Hi dear godbolt team,
> Before opening the PR, please make sure that the tests & linter pass
their checks,
> by running `make check`.
With this pr i added support for the ylc compiler.
Infra-PR: https://github.com/compiler-explorer/infra/pull/1441
Still mostly mindless numb work, one rename that touched many files
(`getArgumentParser` -> `getArgumentParserCls`), and a few real
improvements.
The goal is to be able to turn on `noImplicitAny` for the project, to
enforce higher code quality. 600 violations to go.
Supersedes #6842
- We now have the upstream issue of `JitDisasmAssemblies` fixed. Enable
it for net9.0+.
- Update asm-parser to support CoreCLR and NativeAOT (Fixes#6833)

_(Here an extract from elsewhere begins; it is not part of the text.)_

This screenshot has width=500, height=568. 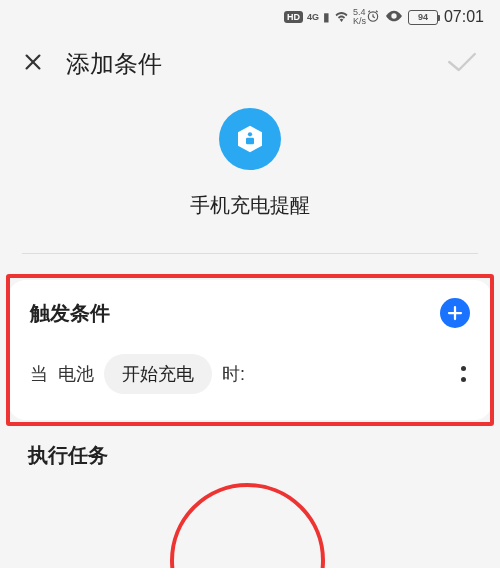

- Adding support for IL language
- Adding support for IL disassembler
- Fixes#6629
Currently the clangir compiler is implemented by a special clang variant
whose compilation options list gets appended with `-Xclang -fclangir
-Xclang -emit-cir`. This introduces a problem: we no longer gets access
to its LLVM IR output and assembly output because `-emit-cir` is an
exclusive option.
This patch resolves this problem by introducing a new ClangIR pane,
similar to the LLVM IR pane or Rust MIR pane. A new output kind named
`ClangIR` is added to the "Add new..." drop down menu and it toggles the
ClangIR pane. This patch then removes `-Xclang -emit-cir` from the
options list of the clangir compiler. The clangir compiler will then
output assembly code just like other clang compilers. The removed
options will be added back when compiled from the ClangIR pane.